Compact city, sprawled city.
Language and manipulation in commercial architectural graphic communication
DOI:
https://doi.org/10.18537/est.v008.n016.a02Keywords:
architectural graphics, compact city/sprawled city, language, symbol, EcuadorAbstract
The image has acquired a predominant role in the architectural discourse, reducing the space to an object of visual consumption. The current ocularcentrism hegemony constitutes a base in the architectural and urban conception. Thus, architecture rather than a space, is an image with its own language, susceptible of multiple interpretations. Under this principle, certain values are associated in an adulterated way to recurrent elements, generating dynamics of manipulation in their graphic communication. With this background, two urban models are contrasted: the compact city and the sprawled city.
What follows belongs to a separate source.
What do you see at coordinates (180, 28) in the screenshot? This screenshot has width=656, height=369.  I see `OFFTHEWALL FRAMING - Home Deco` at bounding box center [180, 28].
The approach to its symbolic intentionality is based on the categories given to “function and sign in architecture”, proposed by Umberto Eco: primary (denotative) and secondary (connotative) functions. These concepts have been applied in the analysis of the graphics of two Ecuadorian magazines, one of specialized diffusion (Trama) and one of popular diffusion (El Portal). The contrasting of the found values finally generates a discussion about the graphic language, its ethics, and the role of the graphics of other categories of architectural diffusion, such as the scientific magazines or the ‘little magazines’ of 1960’s – 1970’s in response to the “society of the spectacle” of that time.